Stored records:

+---+

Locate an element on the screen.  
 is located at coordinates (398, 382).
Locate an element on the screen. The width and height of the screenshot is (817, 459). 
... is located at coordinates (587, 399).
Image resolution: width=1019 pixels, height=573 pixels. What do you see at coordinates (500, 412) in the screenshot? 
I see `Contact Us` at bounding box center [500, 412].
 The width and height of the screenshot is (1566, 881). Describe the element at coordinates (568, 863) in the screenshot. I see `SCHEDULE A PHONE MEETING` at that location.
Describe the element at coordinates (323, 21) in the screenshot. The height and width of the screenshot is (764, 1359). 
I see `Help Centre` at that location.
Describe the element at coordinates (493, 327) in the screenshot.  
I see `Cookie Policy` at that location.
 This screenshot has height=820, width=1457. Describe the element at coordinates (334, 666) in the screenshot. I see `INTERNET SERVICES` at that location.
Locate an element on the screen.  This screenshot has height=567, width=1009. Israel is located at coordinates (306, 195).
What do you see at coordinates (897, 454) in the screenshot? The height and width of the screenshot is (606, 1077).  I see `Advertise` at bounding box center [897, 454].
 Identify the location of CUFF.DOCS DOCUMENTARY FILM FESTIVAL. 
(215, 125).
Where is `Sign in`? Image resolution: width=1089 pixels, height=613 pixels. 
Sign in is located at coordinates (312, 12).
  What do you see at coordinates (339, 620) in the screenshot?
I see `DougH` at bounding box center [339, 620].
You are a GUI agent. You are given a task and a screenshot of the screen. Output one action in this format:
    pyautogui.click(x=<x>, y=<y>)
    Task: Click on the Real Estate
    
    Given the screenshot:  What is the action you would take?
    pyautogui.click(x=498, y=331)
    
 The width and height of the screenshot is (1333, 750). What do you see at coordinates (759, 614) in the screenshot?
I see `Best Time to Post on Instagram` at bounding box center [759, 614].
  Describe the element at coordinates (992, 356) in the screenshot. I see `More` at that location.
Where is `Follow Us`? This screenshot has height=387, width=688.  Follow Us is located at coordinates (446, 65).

+---+

**What is required**
Restate each entry above word for word.

**Response to this exercise**
Locate an element on the screen.  
 is located at coordinates (398, 382).
Locate an element on the screen. The width and height of the screenshot is (817, 459). 
... is located at coordinates (587, 399).
Image resolution: width=1019 pixels, height=573 pixels. What do you see at coordinates (500, 412) in the screenshot? 
I see `Contact Us` at bounding box center [500, 412].
 The width and height of the screenshot is (1566, 881). Describe the element at coordinates (568, 863) in the screenshot. I see `SCHEDULE A PHONE MEETING` at that location.
Describe the element at coordinates (323, 21) in the screenshot. The height and width of the screenshot is (764, 1359). 
I see `Help Centre` at that location.
Describe the element at coordinates (493, 327) in the screenshot.  
I see `Cookie Policy` at that location.
 This screenshot has height=820, width=1457. Describe the element at coordinates (334, 666) in the screenshot. I see `INTERNET SERVICES` at that location.
Locate an element on the screen.  This screenshot has height=567, width=1009. Israel is located at coordinates (306, 195).
What do you see at coordinates (897, 454) in the screenshot? The height and width of the screenshot is (606, 1077).  I see `Advertise` at bounding box center [897, 454].
 Identify the location of CUFF.DOCS DOCUMENTARY FILM FESTIVAL. 
(215, 125).
Where is `Sign in`? Image resolution: width=1089 pixels, height=613 pixels. 
Sign in is located at coordinates (312, 12).
  What do you see at coordinates (339, 620) in the screenshot?
I see `DougH` at bounding box center [339, 620].
You are a GUI agent. You are given a task and a screenshot of the screen. Output one action in this format:
    pyautogui.click(x=<x>, y=<y>)
    Task: Click on the Real Estate
    
    Given the screenshot:  What is the action you would take?
    pyautogui.click(x=498, y=331)
    
 The width and height of the screenshot is (1333, 750). What do you see at coordinates (759, 614) in the screenshot?
I see `Best Time to Post on Instagram` at bounding box center [759, 614].
  Describe the element at coordinates (992, 356) in the screenshot. I see `More` at that location.
Where is `Follow Us`? This screenshot has height=387, width=688.  Follow Us is located at coordinates (446, 65).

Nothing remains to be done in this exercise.